Solutions, solutions, solutions absence of "idealoguery"


I am half way through reading Jonathan Alter's book, "The Defining Moment, FDR's First 100 Days and the Triumph of Hope" upon finished Kearns-Goodwin's book, "Team of Rivals", all in the context of watching the both Bush and Obama go through this period transition of governance. This historic crossing is stark as Bush remains cemented, actually unrepentant and resentful in what has been described as his "adopted or infused 'neo-con ideology that failed him and his Administration so miserably, against Obama's stated and pronounced mantra to seek real solutions regardless of wherest it comes from. In many respects Stephen Corbert invented the term 'truthiness' to describe the political spindoctoring of our time and I am inventing the term 'idealoguery' to describe failure of ideology to solve real problems.

This week Obama exhibited this pragmatic ideology when he held a press conference on his $825B Economic Stimulus Package. Asked about the push back where even  Democratic legislators and high profile liberal economists were critical of his plan he responded: "Democrats or Republicans we who have good ideas are welcome. I want this to work, this is not an intellectual exercise or pride of authorship, if Congress has good ideas, if Paul Krugman has good ideas, that we are going to do it."  Reading Alter's description of FDR's Brain Trust and evolution to creating the New Deal at a time when America was in the depths of economic despair is almost eeiry.

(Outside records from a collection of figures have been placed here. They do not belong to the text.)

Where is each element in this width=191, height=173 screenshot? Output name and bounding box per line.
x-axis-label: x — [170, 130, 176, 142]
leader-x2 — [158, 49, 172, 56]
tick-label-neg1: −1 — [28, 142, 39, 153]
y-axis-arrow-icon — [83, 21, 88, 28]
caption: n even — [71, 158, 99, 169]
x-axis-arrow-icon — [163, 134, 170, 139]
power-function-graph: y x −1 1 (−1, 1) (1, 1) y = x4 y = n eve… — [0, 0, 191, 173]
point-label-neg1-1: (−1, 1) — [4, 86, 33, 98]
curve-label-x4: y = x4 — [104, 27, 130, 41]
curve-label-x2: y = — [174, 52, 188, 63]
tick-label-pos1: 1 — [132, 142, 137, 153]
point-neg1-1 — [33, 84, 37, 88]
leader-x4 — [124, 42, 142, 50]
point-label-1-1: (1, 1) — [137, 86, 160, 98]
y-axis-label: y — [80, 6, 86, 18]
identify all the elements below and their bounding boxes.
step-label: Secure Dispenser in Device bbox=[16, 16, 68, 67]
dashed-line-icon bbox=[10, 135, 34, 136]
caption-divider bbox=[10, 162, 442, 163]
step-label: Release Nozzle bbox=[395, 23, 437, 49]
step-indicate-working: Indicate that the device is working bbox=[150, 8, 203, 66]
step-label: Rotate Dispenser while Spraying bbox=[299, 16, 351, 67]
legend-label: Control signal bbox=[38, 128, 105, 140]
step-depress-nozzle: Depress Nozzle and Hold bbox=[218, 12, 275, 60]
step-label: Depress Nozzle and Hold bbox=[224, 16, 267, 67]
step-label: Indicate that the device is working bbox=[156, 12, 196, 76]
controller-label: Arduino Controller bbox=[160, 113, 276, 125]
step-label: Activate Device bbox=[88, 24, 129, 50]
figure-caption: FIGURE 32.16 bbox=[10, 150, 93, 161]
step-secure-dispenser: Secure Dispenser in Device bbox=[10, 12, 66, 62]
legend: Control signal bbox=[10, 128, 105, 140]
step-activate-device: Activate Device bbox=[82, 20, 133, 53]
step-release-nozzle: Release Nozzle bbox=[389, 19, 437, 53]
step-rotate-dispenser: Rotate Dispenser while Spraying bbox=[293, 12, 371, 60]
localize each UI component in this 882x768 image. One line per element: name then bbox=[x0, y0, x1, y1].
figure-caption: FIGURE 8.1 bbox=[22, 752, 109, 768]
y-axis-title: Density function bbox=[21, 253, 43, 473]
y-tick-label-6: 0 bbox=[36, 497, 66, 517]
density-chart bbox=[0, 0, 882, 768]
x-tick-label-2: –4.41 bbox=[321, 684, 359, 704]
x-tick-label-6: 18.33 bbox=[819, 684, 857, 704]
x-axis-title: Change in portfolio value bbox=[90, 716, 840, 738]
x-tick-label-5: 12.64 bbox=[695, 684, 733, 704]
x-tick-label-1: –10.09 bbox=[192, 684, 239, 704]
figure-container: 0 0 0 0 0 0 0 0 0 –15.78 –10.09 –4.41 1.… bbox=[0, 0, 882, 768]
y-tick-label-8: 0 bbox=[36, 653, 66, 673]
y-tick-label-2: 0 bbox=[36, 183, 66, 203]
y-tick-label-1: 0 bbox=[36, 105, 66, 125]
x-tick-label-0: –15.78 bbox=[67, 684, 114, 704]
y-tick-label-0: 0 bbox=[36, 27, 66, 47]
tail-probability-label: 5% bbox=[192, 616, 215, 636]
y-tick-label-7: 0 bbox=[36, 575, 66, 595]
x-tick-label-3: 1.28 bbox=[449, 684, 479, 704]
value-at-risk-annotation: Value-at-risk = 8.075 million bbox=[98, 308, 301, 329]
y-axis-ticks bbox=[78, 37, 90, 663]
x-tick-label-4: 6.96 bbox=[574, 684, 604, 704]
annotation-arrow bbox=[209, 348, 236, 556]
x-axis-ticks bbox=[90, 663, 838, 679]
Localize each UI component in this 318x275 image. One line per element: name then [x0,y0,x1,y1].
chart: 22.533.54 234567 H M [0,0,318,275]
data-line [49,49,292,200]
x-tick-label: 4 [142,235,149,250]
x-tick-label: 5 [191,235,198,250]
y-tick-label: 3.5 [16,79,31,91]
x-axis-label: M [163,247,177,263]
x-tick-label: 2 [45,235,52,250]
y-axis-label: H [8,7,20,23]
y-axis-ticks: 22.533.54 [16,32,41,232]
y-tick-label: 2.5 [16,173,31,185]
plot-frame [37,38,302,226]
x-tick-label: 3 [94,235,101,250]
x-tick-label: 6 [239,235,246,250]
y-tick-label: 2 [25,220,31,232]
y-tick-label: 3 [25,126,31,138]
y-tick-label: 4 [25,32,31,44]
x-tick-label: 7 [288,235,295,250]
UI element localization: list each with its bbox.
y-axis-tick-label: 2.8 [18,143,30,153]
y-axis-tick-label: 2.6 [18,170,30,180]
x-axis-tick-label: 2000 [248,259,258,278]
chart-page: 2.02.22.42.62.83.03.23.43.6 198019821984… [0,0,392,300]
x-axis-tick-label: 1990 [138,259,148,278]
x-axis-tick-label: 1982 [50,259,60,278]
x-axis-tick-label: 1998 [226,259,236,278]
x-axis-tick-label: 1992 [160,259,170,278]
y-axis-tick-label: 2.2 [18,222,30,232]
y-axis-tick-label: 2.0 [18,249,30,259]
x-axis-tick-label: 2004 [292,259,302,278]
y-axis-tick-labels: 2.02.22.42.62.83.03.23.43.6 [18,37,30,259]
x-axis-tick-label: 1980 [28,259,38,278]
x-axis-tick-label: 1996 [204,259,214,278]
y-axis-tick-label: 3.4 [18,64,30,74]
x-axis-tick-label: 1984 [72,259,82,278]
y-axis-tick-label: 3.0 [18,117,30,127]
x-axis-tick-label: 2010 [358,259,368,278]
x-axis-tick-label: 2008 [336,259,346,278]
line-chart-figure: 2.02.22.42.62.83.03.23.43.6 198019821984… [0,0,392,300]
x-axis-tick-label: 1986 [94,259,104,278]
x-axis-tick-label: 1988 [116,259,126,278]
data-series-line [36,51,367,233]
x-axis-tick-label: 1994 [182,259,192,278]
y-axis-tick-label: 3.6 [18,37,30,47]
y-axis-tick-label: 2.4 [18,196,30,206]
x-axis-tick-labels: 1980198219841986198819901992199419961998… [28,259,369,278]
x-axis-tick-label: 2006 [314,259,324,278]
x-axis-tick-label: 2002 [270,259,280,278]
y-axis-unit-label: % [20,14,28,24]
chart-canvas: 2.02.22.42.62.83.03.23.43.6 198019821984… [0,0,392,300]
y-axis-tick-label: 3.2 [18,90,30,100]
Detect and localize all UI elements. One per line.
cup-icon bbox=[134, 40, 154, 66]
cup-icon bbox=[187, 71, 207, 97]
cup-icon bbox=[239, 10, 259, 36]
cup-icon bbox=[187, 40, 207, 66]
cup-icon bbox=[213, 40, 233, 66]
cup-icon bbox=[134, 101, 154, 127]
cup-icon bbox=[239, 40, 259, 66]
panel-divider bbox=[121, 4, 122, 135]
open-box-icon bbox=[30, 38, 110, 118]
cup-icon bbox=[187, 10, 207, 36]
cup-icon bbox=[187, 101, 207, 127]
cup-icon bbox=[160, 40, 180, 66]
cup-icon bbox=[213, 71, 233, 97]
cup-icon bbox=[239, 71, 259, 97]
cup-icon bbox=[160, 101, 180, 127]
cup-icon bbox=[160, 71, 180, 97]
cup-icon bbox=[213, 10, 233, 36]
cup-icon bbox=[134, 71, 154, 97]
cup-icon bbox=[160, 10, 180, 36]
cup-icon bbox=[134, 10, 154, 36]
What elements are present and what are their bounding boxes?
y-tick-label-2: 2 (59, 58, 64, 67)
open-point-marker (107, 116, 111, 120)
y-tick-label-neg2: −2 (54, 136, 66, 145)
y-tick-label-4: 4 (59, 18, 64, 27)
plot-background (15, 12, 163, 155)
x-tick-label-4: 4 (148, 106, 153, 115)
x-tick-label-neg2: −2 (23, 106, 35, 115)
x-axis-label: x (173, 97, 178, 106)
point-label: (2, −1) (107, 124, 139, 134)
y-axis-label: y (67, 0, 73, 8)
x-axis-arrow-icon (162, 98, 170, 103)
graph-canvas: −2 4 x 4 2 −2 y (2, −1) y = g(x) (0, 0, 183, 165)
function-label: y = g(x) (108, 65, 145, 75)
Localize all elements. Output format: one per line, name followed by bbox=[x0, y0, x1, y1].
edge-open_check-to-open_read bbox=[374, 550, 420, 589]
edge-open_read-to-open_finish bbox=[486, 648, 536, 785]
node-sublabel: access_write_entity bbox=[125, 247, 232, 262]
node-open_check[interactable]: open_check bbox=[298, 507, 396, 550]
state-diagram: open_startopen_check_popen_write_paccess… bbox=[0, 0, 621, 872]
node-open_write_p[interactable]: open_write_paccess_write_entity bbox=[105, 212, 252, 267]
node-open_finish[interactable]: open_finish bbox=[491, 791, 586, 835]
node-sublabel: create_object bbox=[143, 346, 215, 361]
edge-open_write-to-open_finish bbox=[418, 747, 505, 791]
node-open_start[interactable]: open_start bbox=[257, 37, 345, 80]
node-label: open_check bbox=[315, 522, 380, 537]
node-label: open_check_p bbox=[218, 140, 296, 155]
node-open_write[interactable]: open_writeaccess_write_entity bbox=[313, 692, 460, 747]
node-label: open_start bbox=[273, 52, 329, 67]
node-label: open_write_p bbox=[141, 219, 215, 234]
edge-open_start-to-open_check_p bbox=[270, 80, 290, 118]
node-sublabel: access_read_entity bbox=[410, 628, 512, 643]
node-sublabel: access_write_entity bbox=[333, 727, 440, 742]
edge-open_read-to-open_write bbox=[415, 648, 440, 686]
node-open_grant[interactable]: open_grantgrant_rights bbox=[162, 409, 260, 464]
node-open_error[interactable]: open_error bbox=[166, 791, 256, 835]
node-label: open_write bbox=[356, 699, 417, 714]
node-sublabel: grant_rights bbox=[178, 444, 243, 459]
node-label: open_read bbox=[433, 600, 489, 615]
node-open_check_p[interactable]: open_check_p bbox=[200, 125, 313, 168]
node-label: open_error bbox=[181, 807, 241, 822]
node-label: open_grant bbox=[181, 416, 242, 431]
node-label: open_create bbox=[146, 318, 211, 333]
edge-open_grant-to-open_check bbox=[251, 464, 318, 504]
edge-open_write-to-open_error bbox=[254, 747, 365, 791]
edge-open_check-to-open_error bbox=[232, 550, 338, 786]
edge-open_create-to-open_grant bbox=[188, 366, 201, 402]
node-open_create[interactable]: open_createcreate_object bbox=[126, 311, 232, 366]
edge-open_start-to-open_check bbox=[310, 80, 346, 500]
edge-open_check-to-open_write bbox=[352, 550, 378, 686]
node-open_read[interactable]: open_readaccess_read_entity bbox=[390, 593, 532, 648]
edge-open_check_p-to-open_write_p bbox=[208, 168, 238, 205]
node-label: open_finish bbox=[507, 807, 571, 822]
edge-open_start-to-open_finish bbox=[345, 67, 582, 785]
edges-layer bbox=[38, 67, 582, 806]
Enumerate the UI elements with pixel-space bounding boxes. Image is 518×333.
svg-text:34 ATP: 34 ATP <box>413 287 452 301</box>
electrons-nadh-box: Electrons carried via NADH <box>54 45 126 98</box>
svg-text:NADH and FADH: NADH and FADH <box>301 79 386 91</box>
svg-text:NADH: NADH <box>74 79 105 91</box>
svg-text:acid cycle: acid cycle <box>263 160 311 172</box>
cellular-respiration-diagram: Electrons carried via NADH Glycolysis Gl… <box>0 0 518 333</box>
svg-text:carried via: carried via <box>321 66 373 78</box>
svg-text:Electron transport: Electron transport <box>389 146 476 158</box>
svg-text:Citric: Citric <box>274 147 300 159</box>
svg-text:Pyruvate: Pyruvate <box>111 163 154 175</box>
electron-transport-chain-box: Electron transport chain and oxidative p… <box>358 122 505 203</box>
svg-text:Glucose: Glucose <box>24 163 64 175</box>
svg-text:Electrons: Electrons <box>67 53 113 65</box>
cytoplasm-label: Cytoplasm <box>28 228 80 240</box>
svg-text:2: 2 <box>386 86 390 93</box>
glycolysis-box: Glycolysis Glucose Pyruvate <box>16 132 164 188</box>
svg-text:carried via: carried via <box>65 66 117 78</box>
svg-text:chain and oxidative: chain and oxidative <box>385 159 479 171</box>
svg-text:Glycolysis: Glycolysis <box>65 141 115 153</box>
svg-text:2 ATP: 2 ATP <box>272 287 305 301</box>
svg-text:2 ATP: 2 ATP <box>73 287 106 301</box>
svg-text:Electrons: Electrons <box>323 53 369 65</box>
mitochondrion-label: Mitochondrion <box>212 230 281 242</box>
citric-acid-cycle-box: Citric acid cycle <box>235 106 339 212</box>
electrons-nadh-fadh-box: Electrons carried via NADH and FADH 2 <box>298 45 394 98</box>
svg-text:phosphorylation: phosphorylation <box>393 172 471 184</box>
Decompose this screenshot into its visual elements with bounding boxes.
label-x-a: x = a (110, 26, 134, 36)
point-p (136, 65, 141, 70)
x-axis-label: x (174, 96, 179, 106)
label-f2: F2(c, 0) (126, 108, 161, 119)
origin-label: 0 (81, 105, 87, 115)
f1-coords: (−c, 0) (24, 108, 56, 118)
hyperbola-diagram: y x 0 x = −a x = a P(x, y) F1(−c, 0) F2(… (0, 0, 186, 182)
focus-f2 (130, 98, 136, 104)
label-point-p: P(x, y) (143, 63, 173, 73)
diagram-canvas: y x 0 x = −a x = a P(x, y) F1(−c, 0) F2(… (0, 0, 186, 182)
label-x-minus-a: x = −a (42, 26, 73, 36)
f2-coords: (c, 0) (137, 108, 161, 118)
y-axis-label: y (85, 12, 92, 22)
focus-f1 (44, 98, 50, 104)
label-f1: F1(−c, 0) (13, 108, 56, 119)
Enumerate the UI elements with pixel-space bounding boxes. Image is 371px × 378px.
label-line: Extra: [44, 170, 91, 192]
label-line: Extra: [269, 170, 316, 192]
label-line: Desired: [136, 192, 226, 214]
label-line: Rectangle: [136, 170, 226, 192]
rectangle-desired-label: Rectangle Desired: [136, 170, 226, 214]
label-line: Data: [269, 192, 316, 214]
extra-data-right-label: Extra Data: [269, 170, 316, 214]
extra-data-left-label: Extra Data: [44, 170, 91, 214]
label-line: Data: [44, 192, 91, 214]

FDR in his speech before the DNC in 1932 that outlined his 'New Deal' said:
" 'The country needs and, unless I mistake its temper, the country demands bold, persistent experimentation.' It is common sense to take a method and try it: If it fails, admit it frankly and try another. But above all, try something.' "

Alter continued: "For a politician with a reputation to being unprincipled, this was a masterstroke: flexibility as a principle! But it was a principle that, in the right hands, might change the world. In the years ahead, Roosevelt could not 'admit failure frankly'---no president does. But he did come to embody the long standing American spirit of innovation and pragmatism...But the idea of trying one thing, trying another---above all, trying something---was central to Roosevelt's success for the rest of his life"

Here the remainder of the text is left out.